The Real Problem
At a four-doctor practice in Henderson, the phone starts ringing at 7:55am. By 8:03am, all three lines are occupied. By 8:15am, the two receptionists are fielding calls back-to-back while a queue of patients forms at the front counter. The hold music plays. Some callers wait. Many hang up.
Data from New Zealand general practice shows unanswered call rates as high as 27–33% at peak times. That means roughly one in three patients calling their GP practice in the morning cannot get through. They call back. They call again. Some give up entirely.
The questions driving this call volume are overwhelmingly routine. "Is the doctor in today?" "What are your hours on Saturday?" "How much is a consultation?" "Are you accepting new patients?" "Can I get a repeat prescription?" "Where do I park?"
New Zealand is already 485 GPs short of what the population needs. 33.1% of practices are closed to new patient enrolments. The remaining practices absorb the overflow, and their receptionists bear the weight. Burnout is real — answering the same ten questions hundreds of times per week while managing walk-ins, paperwork, and escalations.
Patients feel it too. Complaints about not being able to get through to their GP practice are among the most common frustrations reported in primary care surveys.
Why Existing Tools Don't Solve This
Medtech Evolution manages clinical workflows — consultations, prescriptions, referrals. It was not designed to reduce inbound phone traffic. ManageMyHealth allows enrolled patients to book online and request repeat prescriptions, which helps — but only for patients who are already registered and have activated their portal account. Many patients, particularly older adults, still default to the phone.
Some practices use automated phone trees ("Press 1 for appointments, Press 2 for results"), but these add friction without actually answering questions. The caller still ends up waiting for a human.
The gap is clear: there is no tool currently answering the routine, non-clinical questions that drive the majority of phone calls — before the patient picks up the phone.
How AI Solves This
A website chatbot powered by OpenClaw intercepts routine enquiries at the source. Instead of calling the practice, a patient visits the website and gets an immediate answer.
The chatbot is loaded with practice-specific information: today's available doctors, current hours, fee schedule, enrolment status, prescription refill process, parking and access details, and links to ManageMyHealth for enrolled patients.
A typical interaction:
Patient: "Is Dr Patel available tomorrow?"
Chatbot: "Dr Patel consults on Tuesdays and Thursdays. Tomorrow is Wednesday, so she won't be available. Dr Chen and Dr Williams are consulting tomorrow. Would you like our booking link?"

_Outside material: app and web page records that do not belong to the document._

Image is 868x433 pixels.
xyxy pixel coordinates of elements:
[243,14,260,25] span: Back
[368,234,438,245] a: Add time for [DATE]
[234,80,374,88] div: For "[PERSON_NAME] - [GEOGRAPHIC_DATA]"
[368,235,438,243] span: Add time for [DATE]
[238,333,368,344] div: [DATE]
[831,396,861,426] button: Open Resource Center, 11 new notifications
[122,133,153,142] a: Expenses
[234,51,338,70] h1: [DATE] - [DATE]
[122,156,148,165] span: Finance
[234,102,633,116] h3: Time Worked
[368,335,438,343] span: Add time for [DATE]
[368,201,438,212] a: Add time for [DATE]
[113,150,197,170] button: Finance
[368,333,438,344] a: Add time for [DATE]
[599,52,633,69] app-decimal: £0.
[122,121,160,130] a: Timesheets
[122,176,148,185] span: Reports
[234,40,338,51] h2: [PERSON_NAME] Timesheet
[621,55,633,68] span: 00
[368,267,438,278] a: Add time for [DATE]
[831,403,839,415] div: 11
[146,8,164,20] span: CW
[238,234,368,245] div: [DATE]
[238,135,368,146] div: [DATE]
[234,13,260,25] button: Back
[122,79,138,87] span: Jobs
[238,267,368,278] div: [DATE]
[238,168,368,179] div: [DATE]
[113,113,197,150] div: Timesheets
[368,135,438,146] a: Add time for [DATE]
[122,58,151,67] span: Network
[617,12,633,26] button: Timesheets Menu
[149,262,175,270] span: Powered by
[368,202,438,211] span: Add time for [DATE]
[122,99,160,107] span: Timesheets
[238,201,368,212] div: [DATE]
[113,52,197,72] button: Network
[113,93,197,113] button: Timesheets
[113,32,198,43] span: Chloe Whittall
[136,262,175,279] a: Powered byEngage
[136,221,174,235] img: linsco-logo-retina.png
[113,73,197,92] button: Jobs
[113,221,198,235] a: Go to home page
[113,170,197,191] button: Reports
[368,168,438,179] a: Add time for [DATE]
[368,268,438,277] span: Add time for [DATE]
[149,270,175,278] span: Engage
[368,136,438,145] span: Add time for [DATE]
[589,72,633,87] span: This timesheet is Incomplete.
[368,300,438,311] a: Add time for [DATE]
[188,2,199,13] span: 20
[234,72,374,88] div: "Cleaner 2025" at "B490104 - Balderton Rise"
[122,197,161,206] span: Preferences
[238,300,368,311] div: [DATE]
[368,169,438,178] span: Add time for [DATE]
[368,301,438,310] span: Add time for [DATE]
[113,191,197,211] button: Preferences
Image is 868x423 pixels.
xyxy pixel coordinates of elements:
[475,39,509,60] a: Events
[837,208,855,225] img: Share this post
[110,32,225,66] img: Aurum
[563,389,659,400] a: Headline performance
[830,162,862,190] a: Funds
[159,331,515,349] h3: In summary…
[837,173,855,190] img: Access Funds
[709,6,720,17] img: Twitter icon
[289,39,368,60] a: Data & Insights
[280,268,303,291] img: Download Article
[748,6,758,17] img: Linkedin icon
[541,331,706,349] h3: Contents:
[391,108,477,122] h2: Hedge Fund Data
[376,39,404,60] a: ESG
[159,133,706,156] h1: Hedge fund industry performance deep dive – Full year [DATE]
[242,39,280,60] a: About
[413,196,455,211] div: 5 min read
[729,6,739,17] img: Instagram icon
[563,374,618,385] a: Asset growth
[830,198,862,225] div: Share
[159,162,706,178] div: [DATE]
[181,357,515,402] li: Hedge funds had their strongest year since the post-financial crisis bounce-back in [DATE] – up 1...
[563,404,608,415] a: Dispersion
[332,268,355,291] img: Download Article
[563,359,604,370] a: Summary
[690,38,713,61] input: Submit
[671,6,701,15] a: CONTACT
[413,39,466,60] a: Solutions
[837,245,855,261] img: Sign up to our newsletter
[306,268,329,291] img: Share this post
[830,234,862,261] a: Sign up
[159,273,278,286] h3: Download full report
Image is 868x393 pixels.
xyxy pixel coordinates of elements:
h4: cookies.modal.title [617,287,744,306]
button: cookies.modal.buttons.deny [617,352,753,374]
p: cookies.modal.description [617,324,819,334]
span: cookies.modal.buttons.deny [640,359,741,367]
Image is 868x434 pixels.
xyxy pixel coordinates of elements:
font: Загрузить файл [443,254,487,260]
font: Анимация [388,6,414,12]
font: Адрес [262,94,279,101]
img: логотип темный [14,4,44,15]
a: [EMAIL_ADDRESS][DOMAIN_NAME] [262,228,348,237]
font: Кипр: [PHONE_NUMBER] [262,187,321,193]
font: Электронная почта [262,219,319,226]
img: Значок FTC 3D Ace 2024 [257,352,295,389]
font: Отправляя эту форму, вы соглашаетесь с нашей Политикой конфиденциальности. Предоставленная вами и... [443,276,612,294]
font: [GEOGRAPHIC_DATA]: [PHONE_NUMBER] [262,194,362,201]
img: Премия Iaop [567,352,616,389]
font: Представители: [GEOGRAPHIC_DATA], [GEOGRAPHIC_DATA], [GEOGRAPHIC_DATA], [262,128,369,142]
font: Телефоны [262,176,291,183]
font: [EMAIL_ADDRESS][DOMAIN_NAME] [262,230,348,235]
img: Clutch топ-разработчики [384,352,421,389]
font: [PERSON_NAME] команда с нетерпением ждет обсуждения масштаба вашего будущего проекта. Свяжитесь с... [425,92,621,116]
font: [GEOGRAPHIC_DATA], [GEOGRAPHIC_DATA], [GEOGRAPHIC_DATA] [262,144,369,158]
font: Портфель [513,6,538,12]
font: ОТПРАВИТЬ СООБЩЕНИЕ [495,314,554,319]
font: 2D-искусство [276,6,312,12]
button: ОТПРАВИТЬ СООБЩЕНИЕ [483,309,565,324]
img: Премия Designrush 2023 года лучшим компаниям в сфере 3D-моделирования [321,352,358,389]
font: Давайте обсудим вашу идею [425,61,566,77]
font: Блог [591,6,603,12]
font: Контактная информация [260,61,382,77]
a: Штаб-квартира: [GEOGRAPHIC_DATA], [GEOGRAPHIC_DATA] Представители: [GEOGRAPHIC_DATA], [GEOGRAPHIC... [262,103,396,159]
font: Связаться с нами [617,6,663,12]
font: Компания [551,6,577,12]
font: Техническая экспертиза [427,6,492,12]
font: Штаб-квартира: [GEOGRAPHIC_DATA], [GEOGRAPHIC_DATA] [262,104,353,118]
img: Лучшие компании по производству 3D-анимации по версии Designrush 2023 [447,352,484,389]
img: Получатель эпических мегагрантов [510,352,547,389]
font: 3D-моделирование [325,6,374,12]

Patient: "How much is a visit?"
Chatbot: "A standard consultation (15 minutes) is $52.00 for enrolled adults. Children under 14 are free. CSC holders pay $19.50. Would you like details on how to enrol?"
These are the exact answers the receptionist would give — delivered instantly, without a phone call, without a queue, without hold music.
For patients who prefer WhatsApp, the same AI assistant can respond via WhatsApp Business, meeting patients on the channel they already use.
The Result
- Routine enquiries deflected from phone lines to website or WhatsApp
- Receptionists freed to handle complex tasks: triage calls, in-person patients, clinical admin
- Patients get faster answers without the frustration of engaged lines
- Reduced call-back loops — patients don't need to ring three times to get a simple answer
- Practice captures data on what patients ask most frequently, informing website updates
What AI Can't Do Here
The chatbot does not provide medical advice, assess symptoms, triage urgency, or access clinical records. It cannot book appointments directly into Medtech Evolution or process prescriptions. It does not replace the receptionist — it handles the routine layer so the receptionist can focus on what requires a human.
For anything clinical, the chatbot directs patients to call the practice, contact Healthline (0800 611 116), or visit their nearest after-hours clinic. The system complies with the Health Information Privacy Code 2020 and does not collect or store personal health information.
Clinical AI documentation is the domain of tools like Heidi Health and iMedX, endorsed by Te Whatu Ora. BestAI operates exclusively in the non-clinical, front-desk communication space.
Who This Is For
GP practices and medical centres experiencing high call volumes, unanswered calls during peak hours, or receptionist burnout from repetitive enquiries. Particularly relevant for practices in high-demand areas where patient-to-GP ratios are stretched.